In 1940, France, threatened with total annexation by Nazi Germany, signed an armistice agreement with Germany that placed the French government in Vichy France and divided the country into an occupied and unoccupied zone. The Armistice also requisitioned the rolling stock of the SNCF—French National Railways—which became a significant arm in the German effort, transporting soldiers, goods, and over 75,000 deportees crammed into merchandise wagons toward Nazi extermination camps. Between 3,000-5,000 survived. Of the roughly 400,000 SNCF employees, Nazis murdered a couple of thousand for resistance or alleged in subordination. Railway men who resisted the Germans also often has to resist their employer as well. After the liberation of French at the end of WWII, the company—not simply the brave individuals -- received France’s Medal of Honor for its alleged role in the ultimate defeat of the Germans. This medal, along with other postwar propaganda in the form of films and books, instilled a singular narrative about the company’s heroic wartime role. This narrative continued uninterrupted until the 1980s. Those who returned, along with the relatives of many who did not, increasingly challenge the company’s simplified wartime narrative. In the 1990s, lawsuits against the company began in France and continue through 2016 in the United States. In response, the SNCF made efforts to intertwine story of deportation with the company narrative of resistance. One key forum for this attempt was a colloquium held in 2000 at the Assemblée Nationale in Paris.

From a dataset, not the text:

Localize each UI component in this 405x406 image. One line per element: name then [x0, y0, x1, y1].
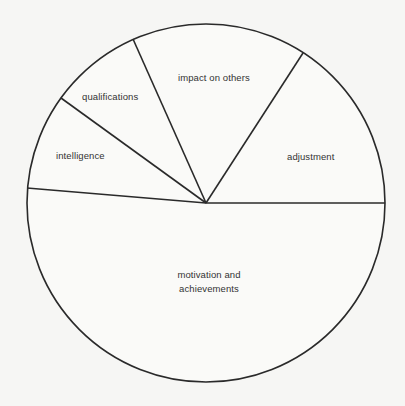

That colloquium is examined here through the lenses of three forms of narrative analysis: structural, functional, and post-structural. Each analytic frame illuminates different challenges to that colloquium’s attempts at revising history through altering a mystified institutional narrative. Through the analysis of this case, the author establishes the power of these analytic frameworks when examining problematic discursive spaces that hold in place master narratives and limit moral work.